You can’t plan for this to 100%, you can only instil a routine to stay nimble and adapt quickly.

For this you need:

  • To meet regularly across the team

  • Make it super-easy to have all relevant data in place to make updated decisions

  • Leave no deviation from plan without an action item

It sounds simple… but getting the basics right seems to be actually the hardest part.

Let’s summarize in between…

So far we have discussed that a revenue plan….

  • Is NOT: An Excel model to make your board and CEO happy

  • It IS: A shared understanding of the direction and ToDos as a team and individuals


If you were to give me a checklist, what are the most important things to master?

This is of course the golden question 😃

There is not this one golden bullet to solve it. But there is a series of steps you can take. I’ll list a few below (in unprioritized order…it always depends on the individual organizational context of where you are at)

  1. Build out a strong RevOps function: There is a reason why RevOps is the largest growing job in the US…setting up a “true” RevOps team (i.e. that’s not limited to CRM wizardry) will be your best bet to translate fancy board slides into money on the bank account.

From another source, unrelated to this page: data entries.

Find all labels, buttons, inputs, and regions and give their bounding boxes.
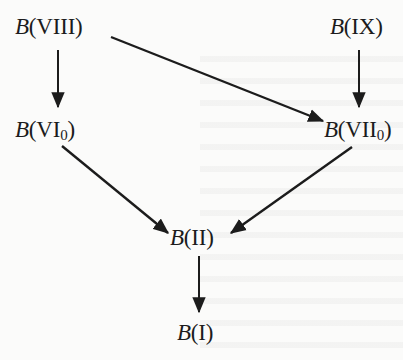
node-b-viii: B(VIII)	[15, 15, 83, 38]
node-label-close: )	[384, 117, 391, 142]
edge-viii-to-vii0	[111, 37, 323, 121]
node-b-vi0: B(VI0)	[15, 118, 75, 141]
node-label: (VI	[29, 117, 60, 142]
node-prefix: B	[170, 225, 184, 250]
node-prefix: B	[324, 117, 338, 142]
edge-vii0-to-ii	[231, 147, 352, 233]
node-prefix: B	[15, 117, 29, 142]
node-label: (I)	[191, 320, 213, 345]
edge-vi0-to-ii	[62, 146, 168, 233]
node-prefix: B	[330, 14, 344, 39]
node-label-close: )	[68, 117, 75, 142]
node-subscript: 0	[377, 127, 384, 143]
node-label: (IX)	[344, 14, 383, 39]
node-b-vii0: B(VII0)	[324, 118, 391, 141]
node-b-i: B(I)	[177, 321, 213, 344]
node-label: (VIII)	[29, 14, 83, 39]
lattice-diagram: B(VIII) B(IX) B(VI0) B(VII0) B(II) B(I)	[0, 0, 403, 360]
node-label: (VII	[338, 117, 377, 142]
edges-layer	[0, 0, 403, 360]
node-label: (II)	[184, 225, 214, 250]
node-b-ix: B(IX)	[330, 15, 383, 38]
node-b-ii: B(II)	[170, 226, 214, 249]
node-prefix: B	[15, 14, 29, 39]
node-prefix: B	[177, 320, 191, 345]
node-subscript: 0	[60, 127, 67, 143]
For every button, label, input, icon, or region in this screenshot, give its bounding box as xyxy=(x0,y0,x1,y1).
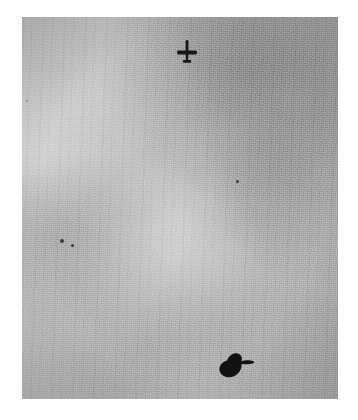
photograph-print xyxy=(22,17,338,399)
photograph-page xyxy=(0,0,358,420)
photo-vignette xyxy=(22,17,338,399)
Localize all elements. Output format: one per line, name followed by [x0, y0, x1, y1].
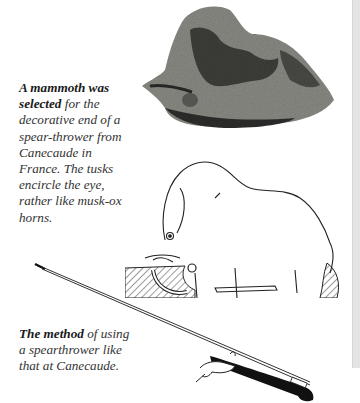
mammoth-carving-photo — [120, 0, 352, 130]
method-caption: The method of using a spearthrower like … — [19, 326, 139, 375]
mammoth-caption-body: for the decorative end of a spear-throwe… — [19, 96, 122, 224]
method-caption-lead: The method — [19, 326, 84, 341]
page-edge-strip — [352, 0, 360, 368]
mammoth-caption: A mammoth was selected for the decorativ… — [19, 80, 134, 226]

  2. Make it granular: GTM motions follow different behaviors - a flat 30% win rate, while you double the share of revenue coming from outbound poses its own challenges. You need to break it down along markets, channels, segments and products.

  3. Assign clear responsibilities: If three people are responsible…..nobody will feel responsible. Therefore assign clear accountability for core metrics to teams and individuals. At the core: Revenue, Pipeline, “Meeting ready leads”, Conversion rate and Lead Time.

  4. Review it monthly: A one-off exercise or even a quarterly exercise is not enough. At today’s fast pace things change quickly. If you are enabled to have “MBR level” clarity on a weekly base, you know that you are able to run a tight ship.

  5. Develop a love for definitions: It sounds simple… but if you ask five people across your organization how they define “revenue”, I am pretty sure that in 80% of the cases you won’t get the same answer. Downstream implications of that: You don’t speak the same language 🤯

So make it playful - ask people to draw processes on paper, make mini-quizzes, and most importantly: limit “creative metric inventions” just to show some form of traction. Keep it to a core set, which everybody understands.

When you do all of these things, I can’t promise you of course that you will hit your goal every month - but you will be at least a significant step closer, by focusing on the things, you can directly influence.

If you have questions regarding your revenue plan or want to learn how pyne can mitigate the complexity of revenue planning, reach out to us here.